In its final release of results from last year’s exams, the National Assessment of Educational Progress, a k a “the Nation’s Report Card,” reveals that 13-year-olds’ understanding of math dropped to levels unseen since the 1990s, while their reading comprehension plummeted to 1971 levels.
That is, today’s adolescents are doing worse than their parents in math and worse than their grandparents in reading.
And while COVID lockdowns triggered the disaster, the trouble started well before then.
The NAEP tests large national samples of 4th and 8th graders every other year, keeping exams comparable to allow long-term comparisons.
Earlier releases on last year’s fourth-graders’ exams showed a similar free-fall, in all cases with lower-income students sustaining the worst damage, along with black and Hispanic kids.
Which means that, nationwide, the schools are failing to do what Americans most want them to do: provide opportunity for all.
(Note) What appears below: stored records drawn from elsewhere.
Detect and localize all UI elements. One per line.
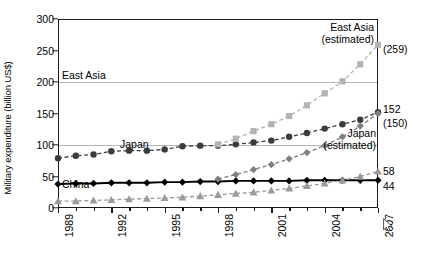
series-china — [54, 168, 382, 205]
data-point — [232, 177, 239, 184]
x-tick-mark-1992 — [111, 208, 112, 213]
data-point — [285, 155, 292, 162]
annotation-japan-estimated: Japan (estimated) — [298, 127, 376, 151]
data-point — [73, 153, 79, 159]
data-point — [357, 117, 363, 123]
data-point — [268, 177, 275, 184]
data-point — [250, 128, 256, 134]
x-tick-mark-2001 — [271, 208, 272, 213]
data-point — [285, 177, 292, 184]
x-tick-mark-2000 — [254, 208, 255, 211]
data-point — [90, 151, 96, 157]
x-tick-mark-1994 — [147, 208, 148, 211]
x-tick-mark-1989 — [58, 208, 59, 213]
annotation-japan-estimated-line2: (estimated) — [298, 139, 376, 151]
annotation-east-asia-estimated: East Asia (estimated) — [288, 21, 374, 45]
x-tick-label-2001: 2001 — [276, 214, 288, 237]
data-point — [54, 180, 61, 187]
data-point — [197, 178, 204, 185]
data-point — [250, 166, 257, 173]
data-point — [268, 121, 274, 127]
data-point — [143, 179, 150, 186]
y-tick-label-50: 50 — [14, 171, 54, 183]
x-tick-mark-1993 — [129, 208, 130, 211]
data-point — [215, 141, 221, 147]
data-point — [55, 155, 61, 161]
x-tick-label-1998: 1998 — [223, 214, 235, 237]
y-tick-label-0: 0 — [14, 202, 54, 214]
annotation-east-asia: East Asia — [62, 69, 106, 81]
x-tick-mark-2005 — [342, 208, 343, 211]
right-label-china: 58 — [383, 165, 395, 177]
y-axis-title: Military expenditure (billion US$) — [0, 0, 15, 256]
right-label-east-asia: 152 — [383, 103, 401, 115]
x-tick-label-1989: 1989 — [63, 214, 75, 237]
right-label-japan-estimated: (150) — [383, 117, 408, 129]
y-tick-label-150: 150 — [14, 108, 54, 120]
x-tick-label-2004: 2004 — [330, 214, 342, 237]
data-point — [197, 142, 203, 148]
data-point — [268, 137, 274, 143]
x-tick-label-1995: 1995 — [170, 214, 182, 237]
data-point — [161, 146, 167, 152]
y-tick-label-250: 250 — [14, 45, 54, 57]
data-point — [268, 161, 275, 168]
x-tick-mark-2006 — [360, 208, 361, 211]
data-point — [357, 61, 363, 67]
annotation-china: China — [62, 178, 89, 190]
x-tick-mark-2003 — [307, 208, 308, 211]
data-point — [214, 191, 222, 198]
data-point — [374, 177, 381, 184]
x-tick-mark-1996 — [182, 208, 183, 211]
data-point — [250, 139, 256, 145]
annotation-east-asia-estimated-line2: (estimated) — [288, 33, 374, 45]
chart-figure: Military expenditure (billion US$) 0 50 … — [0, 0, 436, 256]
data-point — [267, 186, 275, 193]
x-tick-mark-1995 — [165, 208, 166, 213]
x-tick-mark-2002 — [289, 208, 290, 211]
data-point — [250, 177, 257, 184]
data-point — [90, 180, 97, 187]
right-label-east-asia-estimated: (259) — [383, 43, 408, 55]
data-point — [375, 42, 381, 48]
y-tick-label-200: 200 — [14, 76, 54, 88]
right-label-japan: 44 — [383, 180, 395, 192]
data-point — [339, 78, 345, 84]
y-tick-label-100: 100 — [14, 139, 54, 151]
x-tick-label-1992: 1992 — [116, 214, 128, 237]
data-point — [161, 179, 168, 186]
annotation-japan: Japan — [120, 138, 149, 150]
x-tick-mark-1999 — [236, 208, 237, 211]
x-tick-mark-1997 — [200, 208, 201, 211]
x-tick-mark-1998 — [218, 208, 219, 213]
data-point — [125, 179, 132, 186]
annotation-east-asia-estimated-line1: East Asia — [288, 21, 374, 33]
data-point — [90, 197, 98, 204]
series-layer — [58, 19, 378, 208]
data-point — [322, 90, 328, 96]
data-point — [374, 168, 382, 175]
plot-area: East Asia Japan China East Asia (estimat… — [58, 19, 378, 208]
x-tick-mark-2004 — [325, 208, 326, 213]
data-point — [304, 102, 310, 108]
y-tick-label-300: 300 — [14, 13, 54, 25]
data-point — [108, 148, 114, 154]
x-tick-mark-1991 — [94, 208, 95, 211]
data-point — [179, 143, 185, 149]
data-point — [286, 134, 292, 140]
data-point — [233, 136, 239, 142]
data-point — [179, 179, 186, 186]
annotation-japan-estimated-line1: Japan — [298, 127, 376, 139]
data-point — [233, 141, 239, 147]
data-point — [286, 113, 292, 119]
data-point — [232, 171, 239, 178]
x-tick-mark-1990 — [76, 208, 77, 211]
x-tick-mark-2007 — [378, 208, 379, 213]
data-point — [108, 179, 115, 186]
mouse-cursor-icon — [383, 218, 393, 232]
And the COVID collapse follows a decade where NAEP scores were stagnant, which suggests the forces of decline were already building, only for the change (like so many others) to be crystalized by the pandemic.
To our minds, the underlying causes are the nationwide, early-2010s move away from academic standards and even serious school discipline, along with a rising emphasis on “social-emotional learning” and the like — all in the name of racial fairness, albeit with never any evidence such moves would truly bring better results.
The NAEP news should be a national wake-up call to re-emphasize rigor and high expectations: Kick all the non-education nonsense to the curb.
America’s future is at stake.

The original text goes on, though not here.